In the aftermath of Covid, which led to many companies working remotely, the boundary between employer and employee has eroded for many.
Many now expect their colleagues to be on-call at any given time.
There are also more work groups in the digital sphere than ever before. While Covid has ended, these practices have become entrenched.
There are also now discussions of considering commute time to work as part of the working hour.
Working time, indeed, is a complicated discussion.
Marshall Sahlins' acclaimed anthropological work, Stone-Age Economics (Sahlins, 1972[3]) on hunter-gatherer societies, described how concepts of both work and time were fundamentally different in the Kung hunter-gatherer society of southern Africa.
He, however, noted that the time the Kung spent at work was dramatically less than the modern Western worker. At the same time, he acknowledged that "the concept of work was something that researchers were statistically imposing on the activities of the hunter-gatherers."
Jacques Le Goff, in his classic essay on working time in mediaeval Western Europe, argued that before the 14th century, the approach to working time was fundamentally different to ours.
He wrote, "On the whole, labour time was still the time of an economy dominated by agrarian rhythms, free of haste, careless of exactitude, unconcerned by productivity – and of a society created in the image of that economy, sober and modest, without enormous appetites, undemanding, and incapable of quantitative efforts…"

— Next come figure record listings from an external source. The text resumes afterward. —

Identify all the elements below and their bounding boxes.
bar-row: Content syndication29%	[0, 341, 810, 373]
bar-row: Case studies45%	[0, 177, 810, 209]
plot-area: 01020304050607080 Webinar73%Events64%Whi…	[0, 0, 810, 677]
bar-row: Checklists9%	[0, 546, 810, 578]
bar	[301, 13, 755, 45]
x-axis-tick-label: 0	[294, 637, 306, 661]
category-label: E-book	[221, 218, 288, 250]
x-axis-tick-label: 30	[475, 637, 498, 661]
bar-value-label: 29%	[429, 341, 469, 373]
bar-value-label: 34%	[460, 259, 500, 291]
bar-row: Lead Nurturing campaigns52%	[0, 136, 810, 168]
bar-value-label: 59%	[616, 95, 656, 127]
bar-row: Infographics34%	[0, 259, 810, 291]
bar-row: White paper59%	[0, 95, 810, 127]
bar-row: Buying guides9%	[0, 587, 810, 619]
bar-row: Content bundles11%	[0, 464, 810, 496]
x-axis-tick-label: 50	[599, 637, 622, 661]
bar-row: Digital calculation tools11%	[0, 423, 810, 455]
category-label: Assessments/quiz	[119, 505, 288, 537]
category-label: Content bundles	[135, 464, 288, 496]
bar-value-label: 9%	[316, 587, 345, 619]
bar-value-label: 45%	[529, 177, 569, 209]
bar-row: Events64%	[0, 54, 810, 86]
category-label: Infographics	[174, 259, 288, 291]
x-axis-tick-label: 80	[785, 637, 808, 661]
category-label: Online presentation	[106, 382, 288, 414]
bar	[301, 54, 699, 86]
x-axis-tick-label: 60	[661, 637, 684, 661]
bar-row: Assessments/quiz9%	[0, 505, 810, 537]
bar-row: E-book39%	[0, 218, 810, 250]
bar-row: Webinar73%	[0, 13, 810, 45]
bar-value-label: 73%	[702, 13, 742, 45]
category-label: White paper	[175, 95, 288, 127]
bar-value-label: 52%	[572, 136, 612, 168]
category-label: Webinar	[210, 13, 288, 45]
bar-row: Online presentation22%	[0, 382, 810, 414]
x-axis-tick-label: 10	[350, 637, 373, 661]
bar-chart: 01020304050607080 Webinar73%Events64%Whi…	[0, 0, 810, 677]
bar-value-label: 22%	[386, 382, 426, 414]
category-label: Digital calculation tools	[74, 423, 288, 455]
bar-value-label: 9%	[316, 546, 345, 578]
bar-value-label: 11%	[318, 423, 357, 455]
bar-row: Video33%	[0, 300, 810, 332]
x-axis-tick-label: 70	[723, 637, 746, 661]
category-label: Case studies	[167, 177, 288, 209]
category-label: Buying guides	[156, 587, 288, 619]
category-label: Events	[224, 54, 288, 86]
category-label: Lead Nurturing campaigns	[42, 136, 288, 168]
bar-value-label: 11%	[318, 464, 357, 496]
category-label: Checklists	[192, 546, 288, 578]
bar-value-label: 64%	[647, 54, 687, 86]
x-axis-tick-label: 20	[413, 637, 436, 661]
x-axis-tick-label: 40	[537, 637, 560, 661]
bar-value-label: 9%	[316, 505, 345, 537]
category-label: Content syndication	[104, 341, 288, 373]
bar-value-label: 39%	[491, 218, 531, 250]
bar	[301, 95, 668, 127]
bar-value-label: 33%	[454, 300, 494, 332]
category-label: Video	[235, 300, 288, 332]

The concept of work across time and geographically had always been radically different and it remains so to some extent.
Under the latest guidelines of the International Conference of Labour Statisticians (ICLS), convened by the International Labour Organization (ILO), working time is no longer confined to hours in paid employment and includes self-employment.
It includes three elements: hours spent on an activity directly related to work (time spent working, moving between work locations, in-work training, etc.); in-between time (the inevitable interruptions to work processes that occur); and resting time (coffee breaks etc.).
It, however, does not take into account commuting time, long breaks such as meal breaks, annual leave, holidays, time spent in education or in training that is not part of the job and other reasons for not working (maternity and paternity leave, parental leave, slack in business, bad weather, etc), an article by the OECD says.
But even the ILO finds it difficult to fully define what is meant by hours, as it noted in its 1962 guidelines, "because of the wide difference among countries with respect to wage payments for holidays and other periods when no work is performed, it does not seem feasible at this time to adopt international definitions of hours paid for."
As we grapple with these sets of ideas, we can look back to our past and see what lessons and models can be derived from there.
The always-grind society isn't a one-size fits all. While we are made more anxious by which AI will eventually replace us, it's time to take stock of the advancements and technologies and figure out ways how those can make our lives better and support, not supplant, workers around the world.